Ecosystem Overview
Five packages, one coherent framework: library, API, CLI, MCP gateway, and frontend.
Orchid is delivered as five separable packages with a clear, one-direction dependency graph. Each package can be replaced or forked independently — the only coupling is the HTTP API contract between the server-side packages and their consumers.
Core framework library — ABCs, GenericAgent, LangGraph graph, RAG, persistence
Read docs →FastAPI server — REST and streaming endpoints, auth, admin
Read docs →CLI tool — interactive chat, config validation, indexing
Read docs →Next.js 15 multi-chat UI — forkable starting point
Read docs →MCP gateway — exposes Orchestrator Index to any MCP-capable host LLM
Read docs →Package summary
| Package | Kind | Depends on | Purpose |
|---|---|---|---|
| orchid | pip package | — | Core framework: ABCs, GenericAgent, LangGraph graph, RAG pipeline, document parsing, MCP client, chat persistence |
| orchid-api | pip package | orchid (Python) | FastAPI server — REST and SSE streaming, auth, admin, diagnostics |
| orchid-cli | pip package | orchid (Python) | CLI tool — interactive chat, config validation, RAG indexing |
| orchid-frontend | boilerplate | orchid-api (HTTP) | Next.js 15 multi-chat UI — forkable starting point |
| orchid-mcp | boilerplate | orchid-api (HTTP) | MCP gateway — exposes Orchid agents to any MCP-capable host LLM |
Why this split?
The library (orchid) contains only ABCs, the GenericAgent implementation, and framework infrastructure with no vendor or product coupling.
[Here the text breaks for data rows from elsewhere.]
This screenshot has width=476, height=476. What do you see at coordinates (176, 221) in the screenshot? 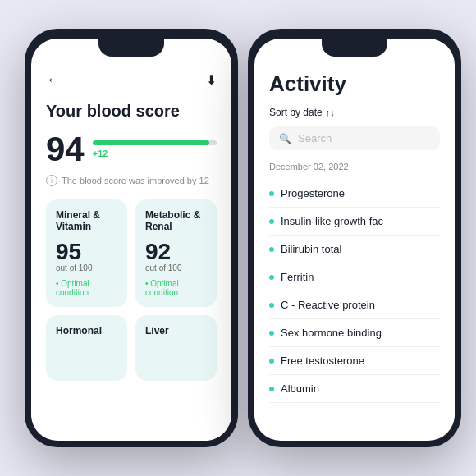
I see `category-name-metabolic: Metabolic &Renal` at bounding box center [176, 221].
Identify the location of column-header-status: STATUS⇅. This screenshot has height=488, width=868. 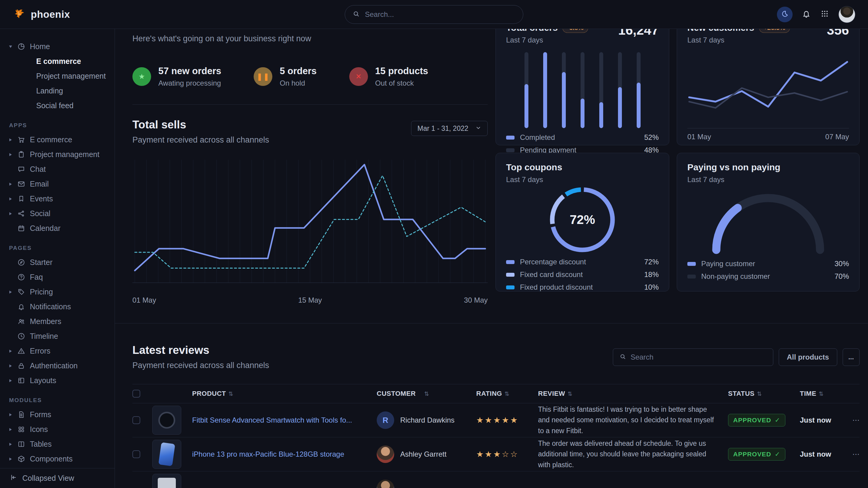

It is installable as a standalone pip package so teams can build their own server, CLI, or integration on top of it without pulling in FastAPI, a specific auth system, or a frontend framework.
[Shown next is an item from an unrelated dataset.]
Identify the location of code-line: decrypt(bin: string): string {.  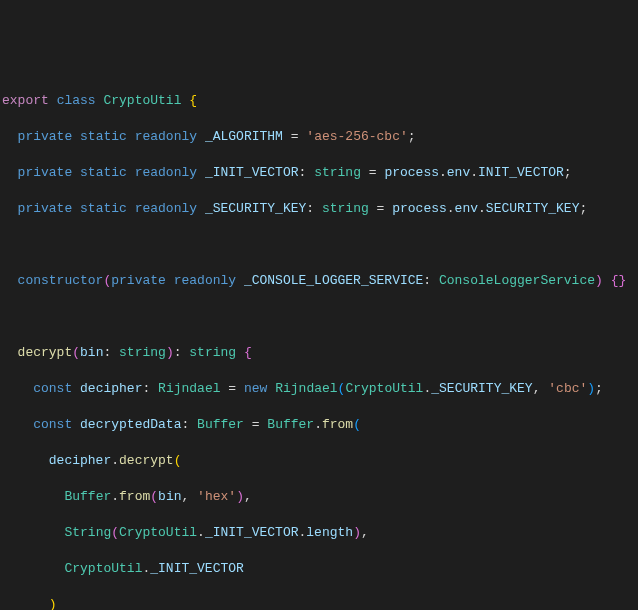
(319, 353).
Plugin dependencies by configuration
The core orchid-ai library ships with null and in_memory backends only — no Qdrant, no PostgreSQL, no ChromaDB. Concrete backends live in separate plugin packages that auto-register via Python entry points. The table below shows which plugin to install for each configuration choice:
| If your config uses this… | Install this | Backend provided |
|---|---|---|
rag.vector_backend: qdrant | pip install orchid-rag-qdrant | Qdrant vector store + doc store |
rag.vector_backend: chroma | pip install orchid-rag-chroma | ChromaDB on-disk vector store |
rag.vector_backend: neo4j | pip install orchid-rag-neo4j | Neo4j graph store |
storage.class: orchid_storage_postgres.* | pip install orchid-storage-postgres | PostgreSQL chat persistence |
checkpointer_type: postgres | pip install orchid-storage-postgres | LangGraph Postgres checkpointer |
| Events with PostgreSQL backends | pip install orchid-storage-postgres | Postgres signal queue + event storage |
Missing a plugin raises a clear startup error. For example, setting
vector_backend: qdrant without installing orchid-rag-qdrant produces:
ValueError: Unknown vector backend 'qdrant'. Install the missing
plugin: pip install orchid-rag-qdrant. Registered built-ins: ['null'].orchid-api and orchid-cli are thin consumers. They import orchid as a Python dependency, add the runtime surface (HTTP routes, CLI commands, Docker entrypoints), and delegate all agent execution back to the framework library. Because the split is at the Python package boundary, the framework can be upgraded independently of the serving layer.
orchid-frontend and orchid-mcp talk to orchid-api over HTTP only — they have no Python import dependency on the framework. This makes them portable boilerplate: fork either one, point it at any orchid-api deployment, and it works. The MCP gateway, in particular, is designed to be forked by integrators who want to expose Orchid agents inside their own MCP host infrastructure without touching the Python layer.